Random House. 301p. illus, notes, index, c1982, 2001. 0-8129-6653-8. $13.95. A

Early in the 1980s, journalists Harris and Paxman produced a BBC television BBC Television is a service of the British Broadcasting Corporation which began in 1932. The British Broadcasting Corporation has operated in the United Kingdom under the terms of a Royal Charter since 1927.  documentary on gas and germ warfare from WW I to the fall of the Soviet Union and followed it up with this compelling book in 1982. The new final chapter surveys developments over the past two decades, including the mysterious anthrax anthrax (ăn`thrăks), acute infectious disease of animals that can be secondarily transmitted to humans. It is caused by a bacterium (Bacillus anthracis  mailings in the United States in fall 2001.

Fritz Haber, Nobel Prize Nobel Prize, award given for outstanding achievement in physics, chemistry, physiology or medicine, peace, or literature. The awards were established by the will of Alfred Nobel, who left a fund to provide annual prizes in the five areas listed above.  winner and inventor of chemical warfare in WW I, claimed that "poison gas poison gas, any of various gases sometimes used in warfare or riot control because of their poisonous or corrosive nature.

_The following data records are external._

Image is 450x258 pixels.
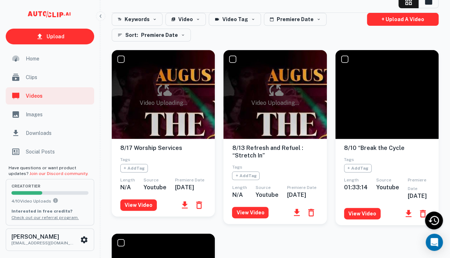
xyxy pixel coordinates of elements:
span: Premiere Date [408,178,427,191]
span: Downloads [26,129,90,137]
button: [PERSON_NAME][EMAIL_ADDRESS][DOMAIN_NAME] [6,229,94,251]
span: Length [344,178,359,183]
button: View Video [232,207,269,218]
button: Sort: Premiere Date [112,29,191,42]
button: Video Tag [209,13,261,26]
button: creatorTier4/10Video UploadsYou can upload 10 videos per month on the creator tier. Upgrade to up... [6,179,94,226]
h6: [PERSON_NAME] [11,234,76,240]
p: Interested in free credits? [11,208,88,215]
a: Clips [6,69,94,86]
h6: N/A [232,192,247,198]
div: Video Uploading... [140,82,187,107]
span: Length [232,185,247,190]
h6: youtube [376,184,399,191]
a: Upload [6,29,94,44]
span: Home [26,55,90,63]
span: Tags [120,157,130,162]
span: Tags [344,157,354,162]
span: Have questions or want product updates? [9,165,88,176]
h6: 8/13 Refresh and Refuel : “Stretch In” [232,145,318,160]
p: Upload [47,33,64,40]
button: Premiere Date [264,13,327,26]
a: + Upload a video [367,13,439,26]
span: creator Tier [11,184,88,188]
div: Video Uploading... [251,82,299,107]
div: Open Intercom Messenger [426,234,443,251]
span: Videos [26,92,90,100]
h6: youtube [144,184,167,191]
span: Premiere Date [287,185,316,190]
span: Social Posts [26,148,90,156]
span: Premiere Date [175,178,205,183]
button: View Video [344,208,381,220]
span: Clips [26,73,90,81]
h6: youtube [255,192,278,198]
a: Home [6,50,94,67]
h6: 8/10 “Break the Cycle [344,145,430,152]
a: Social Posts [6,143,94,160]
span: Source [144,178,159,183]
h6: N/A [120,184,135,191]
h6: [DATE] [287,192,316,198]
span: + Add Tag [120,164,148,173]
span: + Add Tag [232,172,260,180]
a: Images [6,106,94,123]
span: Source [255,185,270,190]
button: View Video [120,200,157,211]
p: 4 / 10 Video Uploads [11,198,88,205]
button: Video [165,13,206,26]
a: Downloads [6,125,94,142]
h6: 01:33:14 [344,184,368,191]
span: Premiere Date [141,31,178,39]
svg: You can upload 10 videos per month on the creator tier. Upgrade to upload more. [53,198,58,203]
span: Images [26,111,90,119]
h6: 8/17 Worship Services [120,145,206,152]
p: [EMAIL_ADDRESS][DOMAIN_NAME] [11,240,76,246]
span: + Add Tag [344,164,372,173]
h6: [DATE] [408,193,430,200]
span: Tags [232,165,242,170]
a: Videos [6,87,94,105]
a: Check out our referral program. [11,215,79,220]
a: Join our Discord community. [29,171,88,176]
button: Keywords [112,13,163,26]
div: Recent Activity [425,212,443,230]
span: Sort: [125,31,138,39]
span: Length [120,178,135,183]
h6: [DATE] [175,184,205,191]
span: Source [376,178,391,183]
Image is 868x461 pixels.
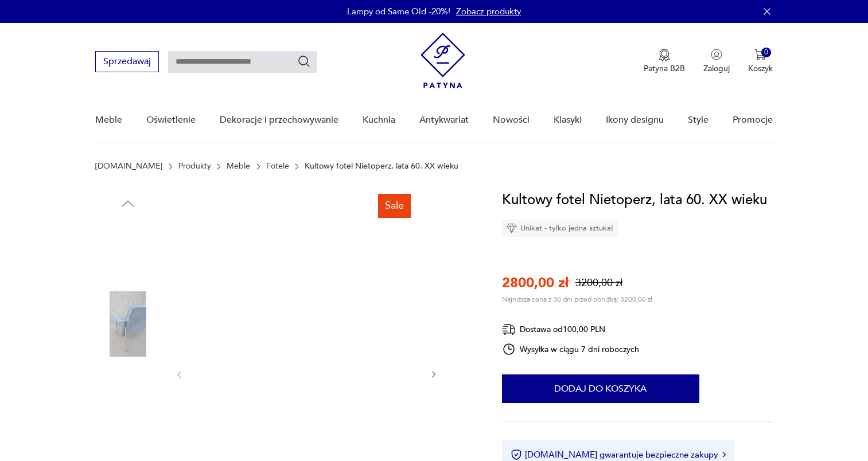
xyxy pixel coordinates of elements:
[502,273,569,293] p: 2800,00 zł
[502,322,516,337] img: Ikona dostawy
[219,98,339,142] a: Dekoracje i przechowywanie
[502,374,700,403] button: Dodaj do koszyka
[421,33,465,89] img: Patyna - sklep z meblami i dekoracjami vintage
[658,49,670,62] img: Ikona medalu
[502,322,640,337] div: Dostawa od 100,00 PLN
[553,98,582,142] a: Klasyki
[363,98,396,142] a: Kuchnia
[95,162,163,171] a: [DOMAIN_NAME]
[644,49,685,74] button: Patyna B2B
[378,194,411,218] div: Sale
[95,291,161,357] img: Zdjęcie produktu Kultowy fotel Nietoperz, lata 60. XX wieku
[456,6,521,17] a: Zobacz produkty
[688,98,708,142] a: Style
[606,98,664,142] a: Ikony designu
[297,55,311,68] button: Szukaj
[146,98,195,142] a: Oświetlenie
[266,162,289,171] a: Fotele
[755,49,766,60] img: Ikona koszyka
[420,98,469,142] a: Antykwariat
[502,189,767,211] h1: Kultowy fotel Nietoperz, lata 60. XX wieku
[732,98,773,142] a: Promocje
[95,218,161,283] img: Zdjęcie produktu Kultowy fotel Nietoperz, lata 60. XX wieku
[347,6,450,17] p: Lampy od Same Old -20%!
[502,343,640,356] div: Wysyłka w ciągu 7 dni roboczych
[576,276,623,290] p: 3200,00 zł
[95,51,159,72] button: Sprzedawaj
[95,59,159,66] a: Sprzedawaj
[511,449,726,460] button: [DOMAIN_NAME] gwarantuje bezpieczne zakupy
[95,364,161,429] img: Zdjęcie produktu Kultowy fotel Nietoperz, lata 60. XX wieku
[704,49,729,74] button: Zaloguj
[506,223,517,233] img: Ikona diamentu
[748,49,773,74] button: 0Koszyk
[493,98,529,142] a: Nowości
[704,63,729,74] p: Zaloguj
[711,49,722,60] img: Ikonka użytkownika
[178,162,211,171] a: Produkty
[644,63,685,74] p: Patyna B2B
[227,162,250,171] a: Meble
[511,449,522,460] img: Ikona certyfikatu
[644,49,685,74] a: Ikona medaluPatyna B2B
[761,48,771,57] div: 0
[748,63,773,74] p: Koszyk
[722,452,726,457] img: Ikona strzałki w prawo
[95,98,122,142] a: Meble
[305,162,458,171] p: Kultowy fotel Nietoperz, lata 60. XX wieku
[502,219,618,237] div: Unikat - tylko jedna sztuka!
[502,294,653,304] p: Najniższa cena z 30 dni przed obniżką: 3200,00 zł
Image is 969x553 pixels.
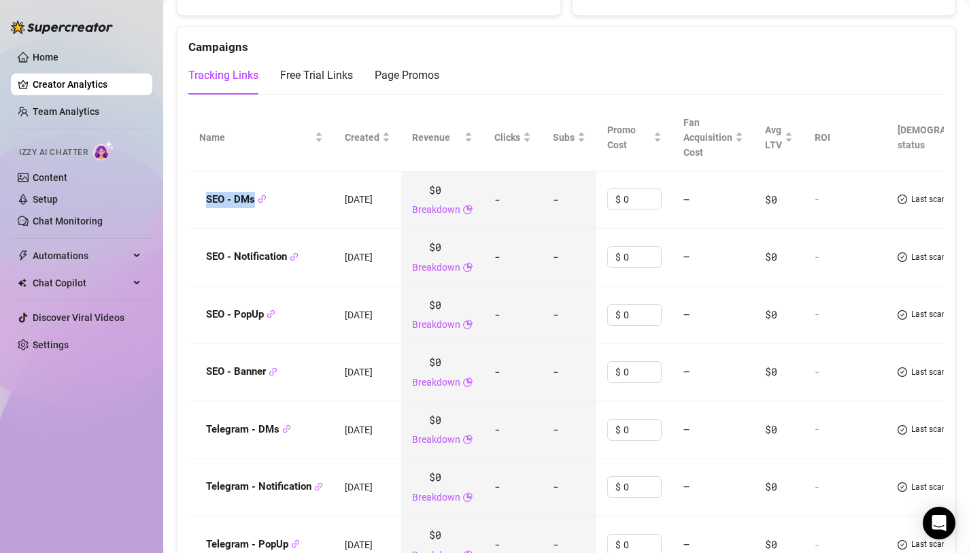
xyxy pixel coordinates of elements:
span: link [314,482,323,491]
span: - [553,250,559,263]
input: Enter cost [624,420,661,440]
span: $0 [765,537,777,551]
span: — [684,479,690,493]
span: check-circle [898,423,907,436]
span: [DATE] [345,252,373,263]
span: — [684,537,690,551]
a: Breakdown [412,490,460,505]
span: $0 [765,192,777,206]
a: Setup [33,194,58,205]
input: Enter cost [624,305,661,325]
div: Open Intercom Messenger [923,507,956,539]
span: check-circle [898,481,907,494]
span: Chat Copilot [33,272,129,294]
span: pie-chart [463,490,473,505]
button: Copy Link [314,482,323,492]
img: Chat Copilot [18,278,27,288]
span: Clicks [494,130,520,145]
span: check-circle [898,251,907,264]
span: link [267,309,275,318]
span: $0 [429,239,441,256]
span: - [553,365,559,378]
span: $0 [765,250,777,263]
span: Automations [33,245,129,267]
span: ROI [815,132,830,143]
button: Copy Link [290,252,299,262]
strong: Telegram - Notification [206,480,323,492]
span: pie-chart [463,375,473,390]
input: Enter cost [624,247,661,267]
a: Content [33,172,67,183]
span: check-circle [898,193,907,206]
span: link [290,252,299,261]
span: $0 [765,479,777,493]
input: Enter cost [624,477,661,497]
span: Fan Acquisition Cost [684,117,732,158]
span: - [553,422,559,436]
span: $0 [429,527,441,543]
span: Created [345,130,380,145]
input: Enter cost [624,362,661,382]
span: $0 [429,354,441,371]
span: [DATE] [345,482,373,492]
div: - [815,366,876,378]
span: $0 [429,412,441,428]
div: - [815,539,876,551]
div: Tracking Links [188,67,258,84]
span: pie-chart [463,260,473,275]
button: Copy Link [267,309,275,320]
span: check-circle [898,538,907,551]
strong: SEO - Notification [206,250,299,263]
a: Chat Monitoring [33,216,103,226]
span: [DATE] [345,309,373,320]
span: check-circle [898,308,907,321]
a: Creator Analytics [33,73,141,95]
button: Copy Link [258,195,267,205]
span: Avg LTV [765,124,782,150]
button: Copy Link [282,424,291,435]
strong: Telegram - DMs [206,423,291,435]
span: $0 [765,307,777,321]
strong: SEO - DMs [206,193,267,205]
span: - [494,250,501,263]
strong: SEO - PopUp [206,308,275,320]
div: - [815,423,876,435]
span: Revenue [412,130,462,145]
span: Promo Cost [607,122,651,152]
span: $0 [429,297,441,314]
span: - [494,365,501,378]
span: pie-chart [463,317,473,332]
span: link [258,195,267,203]
span: $0 [429,182,441,199]
span: - [553,192,559,206]
a: Breakdown [412,202,460,217]
span: pie-chart [463,202,473,217]
a: Home [33,52,58,63]
span: - [553,307,559,321]
span: — [684,365,690,378]
div: - [815,308,876,320]
span: - [553,537,559,551]
strong: Telegram - PopUp [206,538,300,550]
span: thunderbolt [18,250,29,261]
span: — [684,307,690,321]
span: $0 [765,365,777,378]
div: - [815,481,876,493]
a: Discover Viral Videos [33,312,124,323]
a: Breakdown [412,317,460,332]
span: — [684,192,690,206]
span: Izzy AI Chatter [19,146,88,159]
a: Settings [33,339,69,350]
span: - [494,479,501,493]
span: pie-chart [463,432,473,447]
span: $0 [429,469,441,486]
span: [DATE] [345,367,373,377]
button: Copy Link [269,367,277,377]
a: Breakdown [412,375,460,390]
span: [DATE] [345,424,373,435]
a: Team Analytics [33,106,99,117]
div: Page Promos [375,67,439,84]
span: - [494,422,501,436]
span: - [553,479,559,493]
img: AI Chatter [93,141,114,161]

These gases may be roughly grouped according to the portal of entry into the body and their physiological effects.  ... is a higher form of killing." His justification, that by shortening wars poison gas was more humane than guns and bombs, has been echoed by militaries ever since. Despite treaties forbidding the first use of chemical and biological weapons, secret research and production of these weapons continues--as the authors demonstrate--in many countries; and, as recent events have shown, dictatorships and terrorists have few scruples about using them.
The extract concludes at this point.